This book is meant to be both a character study (as the title suggests) and social commentary on the state of higher education. In both tasks it fails.
I read Tom Wolfe’s *I am Charlotte Simmons* because of a call-for-papers from a journal looking for articles about higher education written by humanities scholars. The scholarship of teaching and learning (my general academic field these days) is dominated by social scientists and their methodologies, and so I was excited by the call because it signaled a space for my training and as impetus for me to “investigate” novels about higher education.
There are fewer such novels than I imagined (name some, if you can). I remember hearing about Wolfe’s novel when it first came out either in a print review of a radio interview, I can’t remember. What excited me at the time was the idea that the changing nature of higher education was being explored from “within” as Wolfe reported spending months of time *at* American institutions embedded in the student population to get a sense both of the language of students and of their motivations.
The portrait he paints is one of universities gone sour: spoiled by a neoliberal agenda out to make a profit from education, tainted by students more interested in employment outcomes and sex than lifelong learning and the continued social stratification (more pronounced in the American system) of students based on income (rather than, as our protagonist had hoped, based on scholastic ability or ambition).
While this portrait has all the promise of a rich expose, it falls apart as Wolfe seems utterly preoccupied with sex and its details. Scenes of lost virginity, oral sex in public places, lewd behaviour and dress could have contributed to a sense of disturbance or moral debauchery, but as these scenes are void of round characters – and characters are instead rendered as animals – the poignancy of the critique is lost as the characters, made caricatures, are so removed from the readers experience or the fullness of a human character as to be yet more tedious pornographic scenes rather than rich critique.
Interesting stuff, sure, but so poorly executed *as a novel*. Charlotte, our protagonist, is insufferable. We’re meant (I suspect) to root for her as she overcomes social isolation and puritan prudishness and ambitiously climbs the social ladder at the expense of her prodigious genius and scholarly dedication. I didn’t root for her. Instead I much wished she’d return to late night studying and embracing her inner/outer geek/loser. Not for any reason of wishing her ill, in fact I don’t care about her as a character enough to wish her ill or otherwise, but rather because as a late night studier Wolfe seemed to have a much better sense of her thoughts, feelings and reactions. Which is to say, Wolfe utterly fails in developing this character – she doesn’t adjust her thinking/reactions/feelings as her outward experiences shift (as any character would, even if the adjustment was just a retrenchment of existing thoughts/feelings). Instead we’re left with the same character who began the book only we’re told in didactic moments of third person narration that she *has* changed, despite all evidence to the contrary.
Couple this mystifying inability to develop character in a book purportedly focused on character with a tedious 700 pages and you have a tiresome exploration of what could have been an insightful critique of the neoliberal university. Perhaps that’s my overall complaint – the lost potential in this book. Not the lost potential of Charlotte – because really *who cares* – but the lost potential of a novel exploring the state of higher education. I suppose I’ll just have to write one.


Word for word, repeat the entries, minus the pictures.

════════════════

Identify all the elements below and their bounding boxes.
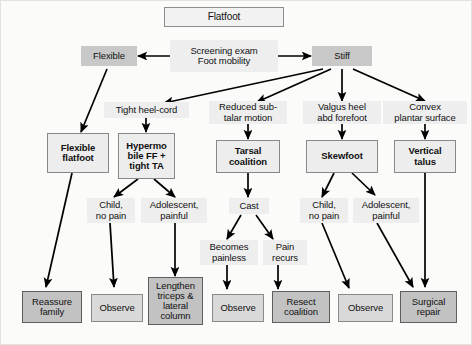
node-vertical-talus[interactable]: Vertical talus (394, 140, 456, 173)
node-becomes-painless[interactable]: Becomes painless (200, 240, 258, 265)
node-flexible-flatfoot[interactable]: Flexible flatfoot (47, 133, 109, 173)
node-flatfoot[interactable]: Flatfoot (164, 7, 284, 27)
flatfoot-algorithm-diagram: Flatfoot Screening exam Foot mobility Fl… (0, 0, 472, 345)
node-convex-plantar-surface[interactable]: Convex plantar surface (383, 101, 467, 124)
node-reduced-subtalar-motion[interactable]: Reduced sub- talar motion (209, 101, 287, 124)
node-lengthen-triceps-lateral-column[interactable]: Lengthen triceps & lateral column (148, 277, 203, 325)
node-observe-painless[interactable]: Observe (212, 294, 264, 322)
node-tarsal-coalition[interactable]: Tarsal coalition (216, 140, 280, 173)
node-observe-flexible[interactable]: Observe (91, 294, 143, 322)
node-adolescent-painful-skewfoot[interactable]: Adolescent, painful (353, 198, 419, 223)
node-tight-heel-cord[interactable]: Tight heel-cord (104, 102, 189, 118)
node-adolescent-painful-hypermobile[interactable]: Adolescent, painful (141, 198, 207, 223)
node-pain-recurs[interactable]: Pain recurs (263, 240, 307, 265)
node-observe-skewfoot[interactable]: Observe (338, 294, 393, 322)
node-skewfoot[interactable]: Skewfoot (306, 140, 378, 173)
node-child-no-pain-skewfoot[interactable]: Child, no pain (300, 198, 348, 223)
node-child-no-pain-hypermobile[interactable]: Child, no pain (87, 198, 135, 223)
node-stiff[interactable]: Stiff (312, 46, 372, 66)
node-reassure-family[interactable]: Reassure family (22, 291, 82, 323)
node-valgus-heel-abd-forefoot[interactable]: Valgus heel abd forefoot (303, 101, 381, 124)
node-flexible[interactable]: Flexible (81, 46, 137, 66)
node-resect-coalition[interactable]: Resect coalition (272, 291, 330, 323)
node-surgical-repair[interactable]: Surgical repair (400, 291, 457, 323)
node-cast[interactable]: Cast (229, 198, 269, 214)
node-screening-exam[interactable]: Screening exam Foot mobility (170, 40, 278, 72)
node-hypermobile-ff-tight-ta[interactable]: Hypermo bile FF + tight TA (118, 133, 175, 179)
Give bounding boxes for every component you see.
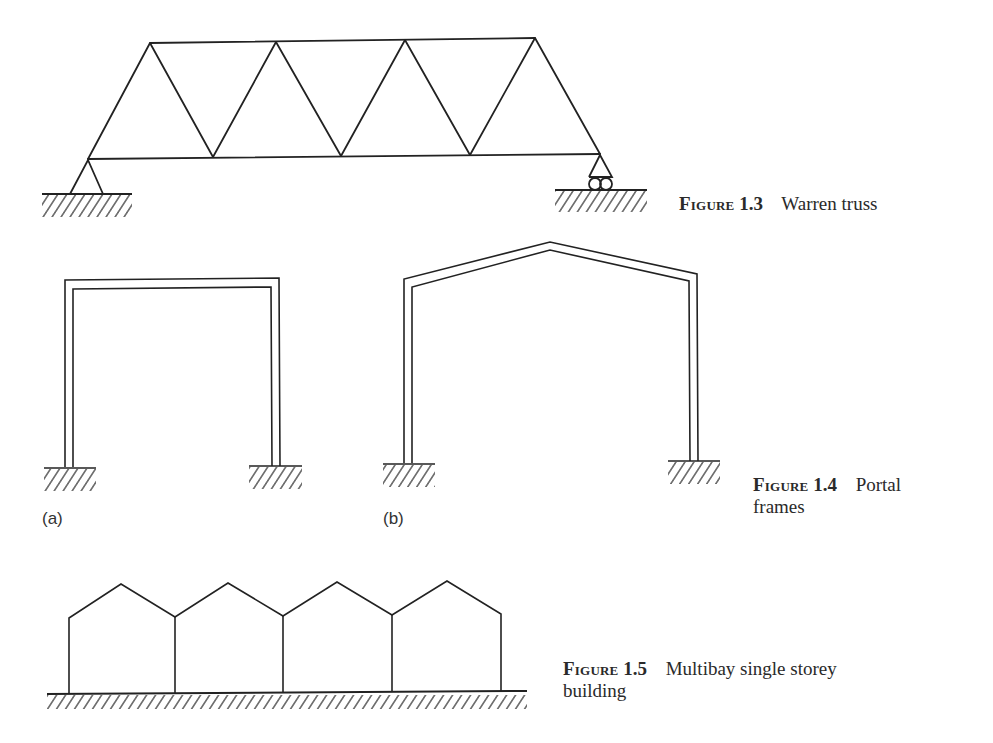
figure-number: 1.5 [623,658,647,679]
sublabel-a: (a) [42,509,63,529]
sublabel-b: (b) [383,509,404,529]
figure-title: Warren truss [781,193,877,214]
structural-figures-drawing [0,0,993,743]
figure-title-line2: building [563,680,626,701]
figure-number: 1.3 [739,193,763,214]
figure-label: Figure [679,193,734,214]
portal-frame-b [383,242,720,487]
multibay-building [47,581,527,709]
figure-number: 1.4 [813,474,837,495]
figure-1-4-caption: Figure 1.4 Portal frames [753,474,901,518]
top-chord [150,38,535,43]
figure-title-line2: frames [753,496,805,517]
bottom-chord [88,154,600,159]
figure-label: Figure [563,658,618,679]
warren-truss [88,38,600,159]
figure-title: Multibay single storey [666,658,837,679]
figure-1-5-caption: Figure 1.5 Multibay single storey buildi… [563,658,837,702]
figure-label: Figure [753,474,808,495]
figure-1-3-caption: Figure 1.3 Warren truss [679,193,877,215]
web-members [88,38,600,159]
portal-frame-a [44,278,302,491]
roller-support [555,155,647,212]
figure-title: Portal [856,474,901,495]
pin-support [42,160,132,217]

════════════════

■ **ANSWER SPACE**
Identify all the elements below and their bounding boxes.
node-vertical-talus[interactable]: Vertical talus (394, 140, 456, 173)
node-becomes-painless[interactable]: Becomes painless (200, 240, 258, 265)
node-flexible-flatfoot[interactable]: Flexible flatfoot (47, 133, 109, 173)
node-flatfoot[interactable]: Flatfoot (164, 7, 284, 27)
flatfoot-algorithm-diagram: Flatfoot Screening exam Foot mobility Fl… (0, 0, 472, 345)
node-convex-plantar-surface[interactable]: Convex plantar surface (383, 101, 467, 124)
node-reduced-subtalar-motion[interactable]: Reduced sub- talar motion (209, 101, 287, 124)
node-lengthen-triceps-lateral-column[interactable]: Lengthen triceps & lateral column (148, 277, 203, 325)
node-observe-painless[interactable]: Observe (212, 294, 264, 322)
node-tarsal-coalition[interactable]: Tarsal coalition (216, 140, 280, 173)
node-observe-flexible[interactable]: Observe (91, 294, 143, 322)
node-adolescent-painful-skewfoot[interactable]: Adolescent, painful (353, 198, 419, 223)
node-tight-heel-cord[interactable]: Tight heel-cord (104, 102, 189, 118)
node-adolescent-painful-hypermobile[interactable]: Adolescent, painful (141, 198, 207, 223)
node-pain-recurs[interactable]: Pain recurs (263, 240, 307, 265)
node-observe-skewfoot[interactable]: Observe (338, 294, 393, 322)
node-skewfoot[interactable]: Skewfoot (306, 140, 378, 173)
node-child-no-pain-skewfoot[interactable]: Child, no pain (300, 198, 348, 223)
node-child-no-pain-hypermobile[interactable]: Child, no pain (87, 198, 135, 223)
node-stiff[interactable]: Stiff (312, 46, 372, 66)
node-reassure-family[interactable]: Reassure family (22, 291, 82, 323)
node-valgus-heel-abd-forefoot[interactable]: Valgus heel abd forefoot (303, 101, 381, 124)
node-flexible[interactable]: Flexible (81, 46, 137, 66)
node-resect-coalition[interactable]: Resect coalition (272, 291, 330, 323)
node-surgical-repair[interactable]: Surgical repair (400, 291, 457, 323)
node-cast[interactable]: Cast (229, 198, 269, 214)
node-screening-exam[interactable]: Screening exam Foot mobility (170, 40, 278, 72)
node-hypermobile-ff-tight-ta[interactable]: Hypermo bile FF + tight TA (118, 133, 175, 179)
Give bounding boxes for every component you see.
figure-number: 1.5 [623,658,647,679]
sublabel-a: (a) [42,509,63,529]
sublabel-b: (b) [383,509,404,529]
figure-title: Warren truss [781,193,877,214]
structural-figures-drawing [0,0,993,743]
figure-title-line2: building [563,680,626,701]
figure-number: 1.3 [739,193,763,214]
figure-label: Figure [679,193,734,214]
portal-frame-b [383,242,720,487]
multibay-building [47,581,527,709]
figure-number: 1.4 [813,474,837,495]
figure-1-4-caption: Figure 1.4 Portal frames [753,474,901,518]
top-chord [150,38,535,43]
figure-title-line2: frames [753,496,805,517]
bottom-chord [88,154,600,159]
figure-label: Figure [563,658,618,679]
warren-truss [88,38,600,159]
figure-title: Multibay single storey [666,658,837,679]
figure-1-5-caption: Figure 1.5 Multibay single storey buildi… [563,658,837,702]
figure-label: Figure [753,474,808,495]
figure-1-3-caption: Figure 1.3 Warren truss [679,193,877,215]
web-members [88,38,600,159]
portal-frame-a [44,278,302,491]
roller-support [555,155,647,212]
figure-title: Portal [856,474,901,495]
pin-support [42,160,132,217]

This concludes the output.